‘Shepherd,’ ‘German’ Headline Berlin Film Fest

BERLIN (January 8, 2007) — New movies from Robert De Niro and Steven Soderbergh are among the first chosen for competition at this year’s Berlin International Film Festival.

The festival, which runs Feb. 8-18, will feature De Niro’s “The Good Shepherd,” a tale about the earliest days of the CIA and a fictionalized agent, played by Matt Damon. De Niro also directed 1993’s “A Bronx Tale.”

Soderbergh’s “The Good German” stars George Clooney as an American journalist lured into a murder mystery in post-World War II Berlin.

Also selected is Belgian director Sam Gabarski’s “Irina Palm,” in which singer-actress Marianne Faithfull plays a widow who desperately needs money and unwittingly accepts a job in a sex club.

“Goodbye Bafana,” from Danish director Bille August, stars Joseph Fiennes as James Gregory, a white South African prison guard whose life is changed by guarding Nelson Mandela for more than 20 years.

From the host country, Germany, comes Christian Petzold’s “Yella,” while South Korea’s Park Chan-wook brings “I Am a Cyborg but That’s OK” to the festival.

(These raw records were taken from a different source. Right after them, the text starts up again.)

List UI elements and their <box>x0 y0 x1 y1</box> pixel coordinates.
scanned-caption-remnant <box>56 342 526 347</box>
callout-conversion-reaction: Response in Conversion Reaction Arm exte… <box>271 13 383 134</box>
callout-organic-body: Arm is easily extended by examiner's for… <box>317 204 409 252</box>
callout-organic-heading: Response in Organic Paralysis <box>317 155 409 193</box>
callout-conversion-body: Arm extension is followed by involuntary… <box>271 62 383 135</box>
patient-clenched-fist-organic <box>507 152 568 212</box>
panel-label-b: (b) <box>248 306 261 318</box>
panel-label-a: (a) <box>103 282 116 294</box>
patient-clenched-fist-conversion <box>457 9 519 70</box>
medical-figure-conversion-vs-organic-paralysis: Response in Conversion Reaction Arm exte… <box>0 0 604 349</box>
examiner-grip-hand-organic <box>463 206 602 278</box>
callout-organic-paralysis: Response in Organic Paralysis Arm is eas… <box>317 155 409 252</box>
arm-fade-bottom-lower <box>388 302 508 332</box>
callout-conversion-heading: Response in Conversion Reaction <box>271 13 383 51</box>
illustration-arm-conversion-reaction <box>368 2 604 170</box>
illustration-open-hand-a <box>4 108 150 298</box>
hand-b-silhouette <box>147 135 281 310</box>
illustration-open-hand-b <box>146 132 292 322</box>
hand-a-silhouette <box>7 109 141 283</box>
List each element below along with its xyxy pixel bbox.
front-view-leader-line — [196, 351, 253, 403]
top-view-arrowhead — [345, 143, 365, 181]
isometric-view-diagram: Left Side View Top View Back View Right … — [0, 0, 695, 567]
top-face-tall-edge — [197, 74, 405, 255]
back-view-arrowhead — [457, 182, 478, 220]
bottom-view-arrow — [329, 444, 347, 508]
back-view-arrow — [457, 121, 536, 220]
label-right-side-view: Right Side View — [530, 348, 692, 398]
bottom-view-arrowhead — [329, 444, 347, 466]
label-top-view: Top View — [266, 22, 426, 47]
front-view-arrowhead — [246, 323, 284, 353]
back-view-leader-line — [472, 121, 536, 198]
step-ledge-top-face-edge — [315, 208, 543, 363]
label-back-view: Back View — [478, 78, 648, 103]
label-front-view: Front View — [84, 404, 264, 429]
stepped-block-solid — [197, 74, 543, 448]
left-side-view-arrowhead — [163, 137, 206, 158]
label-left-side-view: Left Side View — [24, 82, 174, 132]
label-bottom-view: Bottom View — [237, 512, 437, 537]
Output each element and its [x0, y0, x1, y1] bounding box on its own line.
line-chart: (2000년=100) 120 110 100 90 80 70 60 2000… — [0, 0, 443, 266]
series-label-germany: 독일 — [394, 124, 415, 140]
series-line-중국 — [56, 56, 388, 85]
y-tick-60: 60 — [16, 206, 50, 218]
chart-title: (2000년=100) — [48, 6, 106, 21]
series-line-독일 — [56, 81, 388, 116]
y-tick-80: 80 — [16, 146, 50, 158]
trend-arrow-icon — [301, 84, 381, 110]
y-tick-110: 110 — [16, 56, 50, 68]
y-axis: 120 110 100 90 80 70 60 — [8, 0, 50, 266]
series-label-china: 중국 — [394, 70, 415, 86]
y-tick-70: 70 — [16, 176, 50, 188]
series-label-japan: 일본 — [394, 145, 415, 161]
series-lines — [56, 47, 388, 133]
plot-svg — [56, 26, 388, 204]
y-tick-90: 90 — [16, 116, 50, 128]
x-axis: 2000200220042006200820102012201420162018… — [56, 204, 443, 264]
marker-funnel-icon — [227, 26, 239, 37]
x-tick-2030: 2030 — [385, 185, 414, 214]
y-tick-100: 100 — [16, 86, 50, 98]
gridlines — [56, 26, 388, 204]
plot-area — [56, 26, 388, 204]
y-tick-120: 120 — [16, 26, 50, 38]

“Many of the productions selected for this year’s competition link modern historical processes to personal, intimate and extremely emotional stories,” festival director Dieter Kosslick said in a statement last week.

Organizers expect to complete the competition lineup for this year’s festival, the 57th, by mid-January.

Last year, the festival’s top Golden Bear award went to Jasmila Zbanic’s “Grbavica,” a film examining how a single mother and her 12-year-old daughter struggle with the aftermath of the Bosnian war.